Olle Lindestad is currently a Ph.D. student in the Department of Zoology, Stockholm University. Olle will be defending his thesis this February. In this insight, Olle discusses with us his article “Variation in butterfly diapause duration in relation to volitinism suggests adaptation to autumn warmth, not winter cold”, how his interest in ecology was shaped, as well as his interests outside of research.
What’s your paper about?

We have used common-garden rearing and respirometry to measure the duration of diapause in butterfly pupae from different populations. Diapause is a resting state in which most temperate insects spend winter; during diapause, development toward adulthood is put on pause, and metabolic rate is greatly reduced. For many insects, an individual will leave diapause and become ready to resume development when some kind of internal biological “timer” has counted down. Populations of the same species often differ across geographic clines in the length of this “timer”, so that diapause intrinsically lasts longer for some populations than others. This could help insects adapt to different local climates (e.g. a longer or shorter winter), but the geographic pattern is often completely different for different species (sometimes longer winters correlate with a longer diapause; sometimes the opposite) which makes it difficult to infer precisely what climatic factors the insect populations have adapted to.
How did you come up with the idea for it?
This study is part of a larger research project concerned with how and why insect populations differ in their voltinism—the number of generations produced per year. We’d previously found that populations of the speckled wood butterfly, located within only 50-100 km of one another but differing somewhat in their local climate, differ in how they use daylength signals during larval development to control the number of generations produced (one generation/year in places where winter is long and summer short; two generations/year in places where summer is somewhat longer). This local adaptation includes differences in when diapause is initiated. Because of this, we were curious about whether these populations also differed genetically in how they behave once diapause is in progress. For example, breaking diapause early in the spring could be an adaptation that allows an extra generation to be fitted into the available growing season; this hypothesis would predict that populations experiencing short winters should also evolve an intrinsically shorter diapause. However, this is not at all what we found! Although populations did vary in the duration of diapause, they all appear to end their diapause so early that it shouldn’t differentially affect the timing of emergence in the spring.
What are the key messages of your article?

An idea that our results seem to support, and that we believe can help make sense of results across other insect species as well, is that variation in diapause duration is less tied to the length of winter as such and more tied to exposure to autumn warmth. Diapause can be understood as a way for insects to prevent developing too early. As autumn moves into winter, at a certain point the weather becomes cold enough that development is prevented simply by low temperatures; an insect can safely exit diapause at this point, and development will not resume until spring warmth arrives. True to this idea, when we estimated the time points at which diapause is initiated versus when winter cold arrives in nature, the lab-measured diapause durations for each butterfly population matched these values very well. Variation in the yearly number of generations complicates these optimal diapause durations. In some cases, extending the intrinsic duration of diapause or adding an additional generation can in fact be seen as two different solutions to the same problem of synchronizing development with the seasonal cycle.
Did you have any problems setting up the experiment/gathering your data?

We actually had to scrap the entire experiment and re-run it the following year. It turned out that hundreds of our butterfly pupae had in fact not entered diapause, as a result of one of the larval rearing cabinets being wrongly programmed (through human or machine error? We may never know). But I can’t be bitter about this, because when re-running the experiment for what ultimately became this paper, we also took the opportunity to modify the methods somewhat. The population differences discussed in the paper would not have been as clearly visible using our original design.
How did you get involved in ecology?
During my first year at university, it became clear that the parts of biology that excited me the most were those where organisms were considered in their natural context; I find the interplay between species and their environment endlessly fascinating. So for elective courses and degree projects, I sought out these kinds of subjects. My bachelor’s, master’s and PhD thesis projects have all dealt with quite different organisms (tick-borne bacteria; grasses; butterflies), but all of them have explored ecological questions. I was especially happy to get the chance to work with insects for my PhD project, as the tiny but dramatic world they inhabit has always been especially close to my heart.
What do you do in your spare time?
I draw comics, grow potatoes on my balcony, and am active in the climate protest movement.
Your can read Olle’s paper here
Congrats for nice paper published in top eco-journal!
I totally agree with what is written here in the blog. Seasonal regulation of egg/larval/pupae development that is triggered by environmental cues such as day length is a key feature that should be considered during studies on life history traits. I really hope more and more researchers will bear in mind this when studying fitness traits under lab conditions.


Required action:
In the records below, find the line that holds "What do you". Restate it and every later line exactly, stopping at the end and skipping pictures.

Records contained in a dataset

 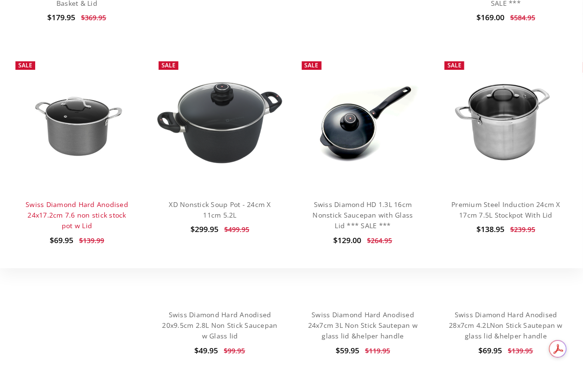 I want to click on a: Swiss Diamond Hard Anodised 24x7cm 3L Non Stick Sautepan w glass lid &helper handle, so click(x=363, y=326).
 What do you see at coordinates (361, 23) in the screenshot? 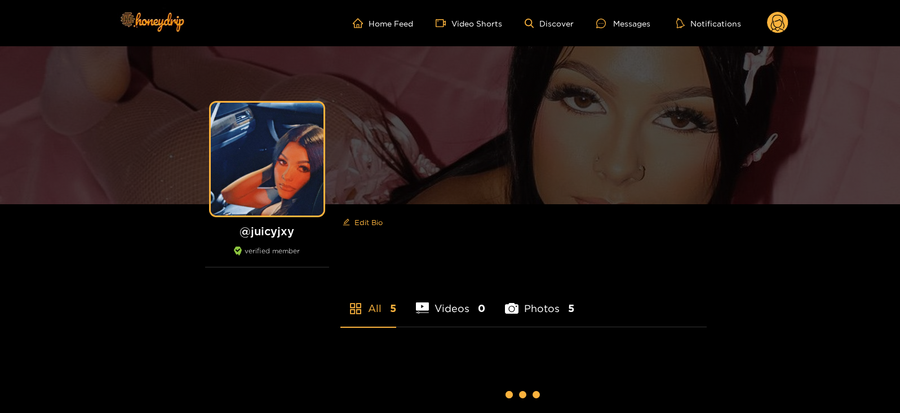
I see `span: home` at bounding box center [361, 23].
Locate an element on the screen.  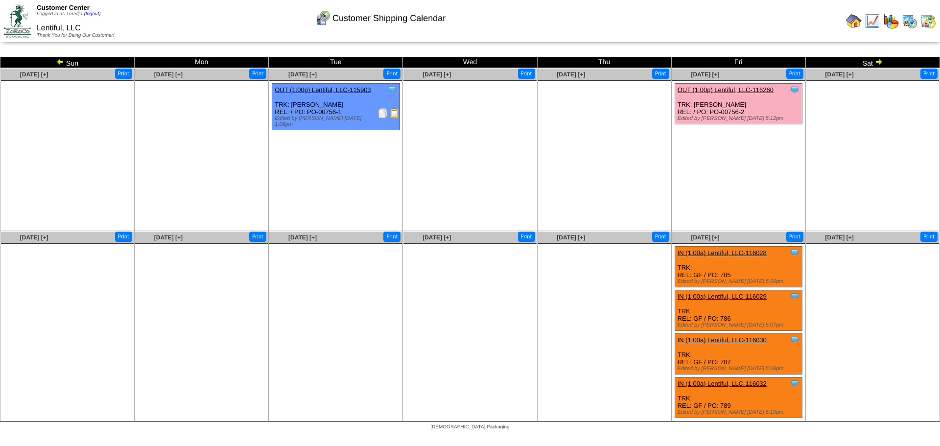
a: (logout) is located at coordinates (93, 14).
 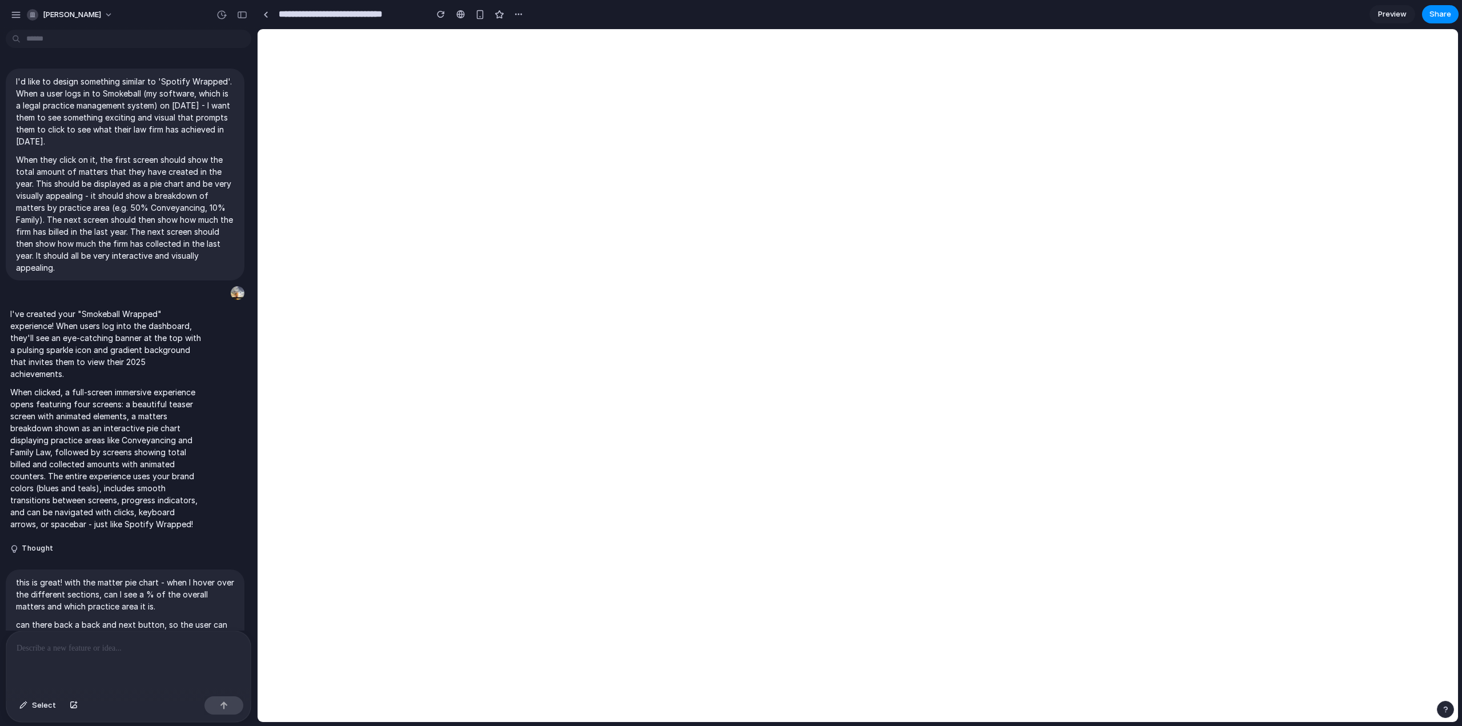 I want to click on button: Share, so click(x=1440, y=14).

Exercise response:
 What do you see at coordinates (361, 23) in the screenshot? 
I see `span: home` at bounding box center [361, 23].
Locate an element on the screen.  
a: (logout) is located at coordinates (93, 14).
  I want to click on button: Share, so click(x=1440, y=14).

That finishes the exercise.